We developed the civil and structural engineering designs with BDG and Squire & Partners. Most of the original frame was kept, avoiding unnecessary demolition. Careful checks of archive drawings and site investigations confirmed the structure could take more load, allowing for a new rooftop floor, extended façades, and reconfigured infills on all sides without heavy strengthening. The rooftop addition was chosen to minimise impact on nearby heritage assets, and extensions to the front and sides were planned with early archaeological works during the enabling stage.

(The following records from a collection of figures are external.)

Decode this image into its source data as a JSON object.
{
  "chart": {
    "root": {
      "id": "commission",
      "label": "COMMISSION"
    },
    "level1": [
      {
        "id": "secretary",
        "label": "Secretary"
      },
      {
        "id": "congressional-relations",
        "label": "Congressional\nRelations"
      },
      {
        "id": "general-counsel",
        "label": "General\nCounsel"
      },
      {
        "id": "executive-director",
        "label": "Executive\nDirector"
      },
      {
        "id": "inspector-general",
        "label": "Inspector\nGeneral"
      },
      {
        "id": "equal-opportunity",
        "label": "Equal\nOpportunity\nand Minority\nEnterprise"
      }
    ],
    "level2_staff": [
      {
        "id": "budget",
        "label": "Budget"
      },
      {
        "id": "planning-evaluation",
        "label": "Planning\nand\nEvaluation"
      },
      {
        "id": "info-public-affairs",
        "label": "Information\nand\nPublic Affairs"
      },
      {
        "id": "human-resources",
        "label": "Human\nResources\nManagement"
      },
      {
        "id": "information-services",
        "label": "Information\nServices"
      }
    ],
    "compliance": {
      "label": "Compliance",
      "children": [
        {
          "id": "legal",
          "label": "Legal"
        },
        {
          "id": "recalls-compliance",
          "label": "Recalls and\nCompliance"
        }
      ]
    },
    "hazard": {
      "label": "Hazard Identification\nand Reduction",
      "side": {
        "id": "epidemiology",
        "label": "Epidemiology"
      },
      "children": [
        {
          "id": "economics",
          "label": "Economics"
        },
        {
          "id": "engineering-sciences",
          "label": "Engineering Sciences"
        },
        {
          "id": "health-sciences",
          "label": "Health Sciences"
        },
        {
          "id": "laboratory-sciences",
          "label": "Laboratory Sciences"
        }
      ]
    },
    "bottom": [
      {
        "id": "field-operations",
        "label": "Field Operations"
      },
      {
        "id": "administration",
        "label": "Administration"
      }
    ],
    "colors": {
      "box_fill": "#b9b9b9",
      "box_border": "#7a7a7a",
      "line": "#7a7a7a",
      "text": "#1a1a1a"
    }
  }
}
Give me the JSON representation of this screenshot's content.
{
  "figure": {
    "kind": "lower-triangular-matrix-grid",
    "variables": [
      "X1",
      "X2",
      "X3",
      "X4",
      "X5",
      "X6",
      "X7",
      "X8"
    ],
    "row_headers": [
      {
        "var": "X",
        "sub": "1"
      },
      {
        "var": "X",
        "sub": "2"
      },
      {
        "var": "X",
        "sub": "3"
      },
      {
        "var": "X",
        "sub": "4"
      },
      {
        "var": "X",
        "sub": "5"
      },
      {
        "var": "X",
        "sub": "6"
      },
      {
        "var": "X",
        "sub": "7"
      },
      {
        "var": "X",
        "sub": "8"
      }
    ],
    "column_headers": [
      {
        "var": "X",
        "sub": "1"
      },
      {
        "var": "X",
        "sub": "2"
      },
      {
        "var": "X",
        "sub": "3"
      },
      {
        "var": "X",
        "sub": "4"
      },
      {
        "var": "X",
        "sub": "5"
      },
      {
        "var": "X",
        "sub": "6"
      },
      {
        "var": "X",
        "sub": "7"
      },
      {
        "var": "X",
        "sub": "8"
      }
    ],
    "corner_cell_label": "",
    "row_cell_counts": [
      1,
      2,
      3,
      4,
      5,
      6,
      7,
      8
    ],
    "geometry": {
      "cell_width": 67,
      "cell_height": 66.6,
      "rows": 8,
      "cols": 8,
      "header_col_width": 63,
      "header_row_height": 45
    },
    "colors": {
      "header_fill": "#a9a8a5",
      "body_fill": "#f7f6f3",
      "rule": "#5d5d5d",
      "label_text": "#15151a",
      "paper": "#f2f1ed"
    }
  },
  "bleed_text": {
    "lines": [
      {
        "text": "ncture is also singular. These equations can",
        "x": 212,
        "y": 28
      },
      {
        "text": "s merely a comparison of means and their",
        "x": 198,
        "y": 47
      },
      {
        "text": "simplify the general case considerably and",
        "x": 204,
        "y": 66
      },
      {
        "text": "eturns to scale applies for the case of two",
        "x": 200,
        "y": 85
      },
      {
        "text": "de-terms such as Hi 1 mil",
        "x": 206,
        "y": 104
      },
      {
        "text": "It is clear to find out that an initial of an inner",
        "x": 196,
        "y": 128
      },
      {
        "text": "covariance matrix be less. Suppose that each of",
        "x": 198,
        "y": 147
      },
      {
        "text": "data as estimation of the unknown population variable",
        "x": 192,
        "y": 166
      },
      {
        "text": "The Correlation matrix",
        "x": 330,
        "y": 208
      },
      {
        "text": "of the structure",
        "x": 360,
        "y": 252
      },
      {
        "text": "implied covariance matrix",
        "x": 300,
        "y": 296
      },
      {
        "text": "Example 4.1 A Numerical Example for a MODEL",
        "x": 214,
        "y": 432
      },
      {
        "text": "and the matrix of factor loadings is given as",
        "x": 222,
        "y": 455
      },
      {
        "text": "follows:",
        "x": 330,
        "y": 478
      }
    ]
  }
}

Where new foundations were unavoidable, these were threaded in around archaeology and existing river wall anchors. An agreed strategy with Southwark Council and the archaeological team meant low-grade deposits were removed after investigation, while anything of note was encapsulated and protected so new structure could span over it. Pile locations were kept flexible to accommodate discoveries, giving the client and contractor greater cost and programme certainty. The east infill sits on a cantilevered ground beam, the south elevation spans a full-height truss over glazed frontage, and stability comes from the original concrete cores extended upwards. Civil works reused most of the existing drainage system and added green roofs and re-purposed underground tanks to cut rainwater discharge by about a third.
The building achieved a BREEAM ‘Outstanding’ rating, driven in large part by the 95% structural reuse strategy that significantly reduced embodied carbon, the integration of green roofs, and the repurposing of the former diesel tank as a sustainable urban drainage storage system. The performance-led façade design, developed alongside the architectural teams, also contributed to the rating by improving environmental control while maintaining the building’s riverside outlook.
The modern, high-performing building now forms part of WPP’s Southwark campus, sitting opposite our Rose Court project to create a cohesive workplace destination.